Skokie, IL · rent increase laws & data

How much can a landlord raise rent in Skokie?

Illinois bans rent control statewide, so no law caps how much a Skokie landlord can propose. What Skokie renters do have is the clock: Cook County's tenant ordinance requires 60 days' written notice before a lease is renewed or ended — and if that notice never comes, the right to stay up to 120 days at the old rent. Here is how it actually works, with every rule linked to its source — plus what increases in Skokie have really looked like, from the same public data behind this site.

What this page is: the rules that govern rent increases here, each linked to its official source, plus real market data on what increases have looked like. It is not legal advice — when it matters, read the linked source or use the free legal help listed on our tenant rights page.

No cap anywhere in Illinois — rent control is banned statewide

The Rent Control Preemption Act of 1997 forbids every Illinois unit of local government — Skokie, Cook County, Chicago, all of them — from controlling the amount of rent charged for private residential property. Only the state legislature could cap rents, and it has not. So the legal questions in Skokie are about the clock and the paperwork, not the amount. Source: Rent Control Preemption Act (50 ILCS 825/5)

Cook County's RTLO: 60 days' notice at renewal — or 120 days at the old rent

Skokie has no landlord-tenant ordinance of its own, so Cook County's Residential Tenant Landlord Ordinance is the local law. Under it, a landlord must give 60 days' written notice to renew or end a lease — and the renewal offer is where a higher rent arrives. If the 60-day notice never comes, the tenant may stay up to 120 days after written notice is finally given, on the same terms and conditions — including the same rent. Source: Cook County RTLO — official text & summaries

Month-to-month or an RTLO-exempt unit: 30 days' written notice

The RTLO's main exemption is owner-occupied buildings of six units or fewer. There — and for month-to-month tenancies generally — the Illinois default applies: 30 days' written notice to terminate a month-to-month tenancy, and a rent increase rides the same mechanism (the old terms end with proper notice and a new rate is offered going forward). If you don't agree, the tenancy simply ends with that notice — there is no cap on the new number, but there is no skipping the notice either. Source: 735 ILCS 5/9-207 (termination of tenancies) · Cook County RTLO — coverage & exemptions

A raise in retaliation for complaining is illegal

Under the RTLO's anti-retaliation section, a landlord may not increase rent in reaction to a tenant complaining to a government agency, the police, the media, a community group, or a tenants' union — the ordinance looks back a full year, and a tenant who proves retaliation collects damages plus attorney's fees. One honest nuance from the ordinance itself: a complaint filed after the increase notice arrives does not create a presumption of retaliation. Source: Cook County RTLO (Sec. 42-812)

So what do increases in Skokie actually look like?

No law caps the number, but the market says what's normal. The average Skokie rent is $2,179/month as of May 2026 — a change of +$66/month (+3.1%) versus a year ago. Year over year, here is how the citywide average has moved:

YearAverage rentChange vs prior year
2022$1,792+10.1%
2023$1,891+5.5%
2024$1,993+5.4%
2025$2,111+5.9%
2026 (partial)$2,153+2.0%

For scale at today's average: a 3% increase is about $65/month more, a 5% increase about $109/month. The steepest year in this series was 2022 (+10.1%); the last full year, 2025, came in at +5.9%. The full Skokie rent history is here →

Honest caveat: these are smoothed market averages of what units rent for (Zillow's ZORI index — methodology), not a survey of renewal letters. What sitting tenants are offered at renewal isn't in any public dataset — it can run above or below market growth, though Census data showing current Skokie renters pay a median of $1,491 (about $688 under today's market rate) suggests staying put is usually cheaper than moving.

If a renewal lands on your doormat

Three data points worth checking before you respond: whether you're renewing into the market's soft season — a landlord facing a vacancy in October, November, December has more reason to negotiate; what your ZIP is actually renting for (60077, 60076); and what nearby cities charge if moving is on the table. And if anything about the notice feels off, the free legal-aid resources are exactly for this.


_AIM OF THE TASK_: Please work out how many lines of this material include "pixels", and answer with that number by itself.

_DATASET ENTRIES_:
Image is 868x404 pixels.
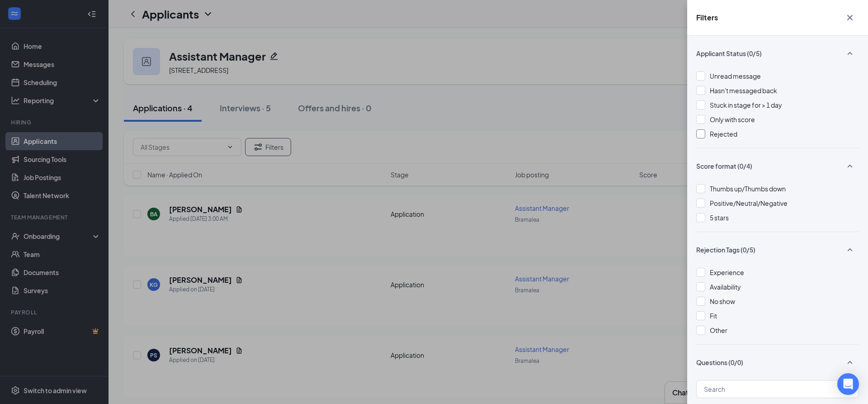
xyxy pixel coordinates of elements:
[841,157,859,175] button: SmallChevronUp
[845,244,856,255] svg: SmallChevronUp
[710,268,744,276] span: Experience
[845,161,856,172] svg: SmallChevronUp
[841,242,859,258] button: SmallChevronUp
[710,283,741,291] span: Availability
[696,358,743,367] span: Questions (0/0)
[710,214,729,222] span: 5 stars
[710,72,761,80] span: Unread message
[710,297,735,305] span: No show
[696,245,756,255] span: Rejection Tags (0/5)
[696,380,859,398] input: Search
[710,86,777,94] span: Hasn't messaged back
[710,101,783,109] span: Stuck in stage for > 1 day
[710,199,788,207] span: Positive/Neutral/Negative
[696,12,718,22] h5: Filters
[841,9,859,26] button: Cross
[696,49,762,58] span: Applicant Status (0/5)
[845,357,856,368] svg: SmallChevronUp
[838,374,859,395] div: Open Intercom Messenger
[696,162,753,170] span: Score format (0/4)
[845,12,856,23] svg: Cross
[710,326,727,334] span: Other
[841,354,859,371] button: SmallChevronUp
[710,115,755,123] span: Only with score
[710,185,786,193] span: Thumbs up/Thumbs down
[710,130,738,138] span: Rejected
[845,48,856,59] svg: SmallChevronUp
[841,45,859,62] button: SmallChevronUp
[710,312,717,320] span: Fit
--
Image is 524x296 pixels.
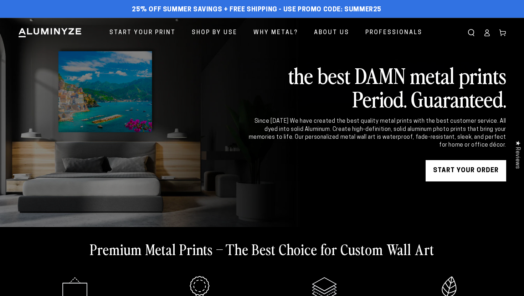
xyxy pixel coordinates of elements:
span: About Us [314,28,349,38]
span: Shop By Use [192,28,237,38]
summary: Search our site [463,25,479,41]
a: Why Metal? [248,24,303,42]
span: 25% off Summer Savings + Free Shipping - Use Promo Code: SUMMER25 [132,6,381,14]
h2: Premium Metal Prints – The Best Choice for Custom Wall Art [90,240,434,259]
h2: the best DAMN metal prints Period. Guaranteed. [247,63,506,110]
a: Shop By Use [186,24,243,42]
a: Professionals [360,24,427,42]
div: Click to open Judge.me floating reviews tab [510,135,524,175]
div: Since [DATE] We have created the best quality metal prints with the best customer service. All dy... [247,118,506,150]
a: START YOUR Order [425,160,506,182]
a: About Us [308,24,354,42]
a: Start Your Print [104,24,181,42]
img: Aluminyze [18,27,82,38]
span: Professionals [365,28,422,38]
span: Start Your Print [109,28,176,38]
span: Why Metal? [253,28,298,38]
* * *
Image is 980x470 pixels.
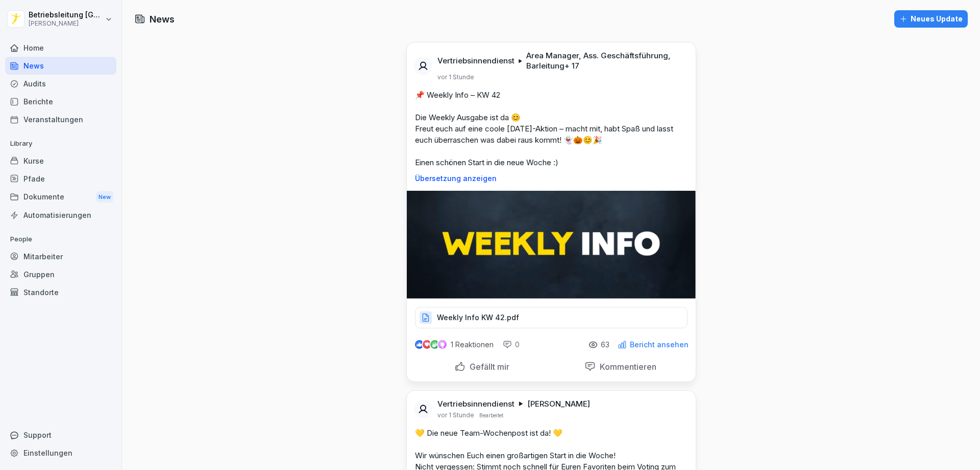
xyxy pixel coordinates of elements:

_ANSWER AREA_: 3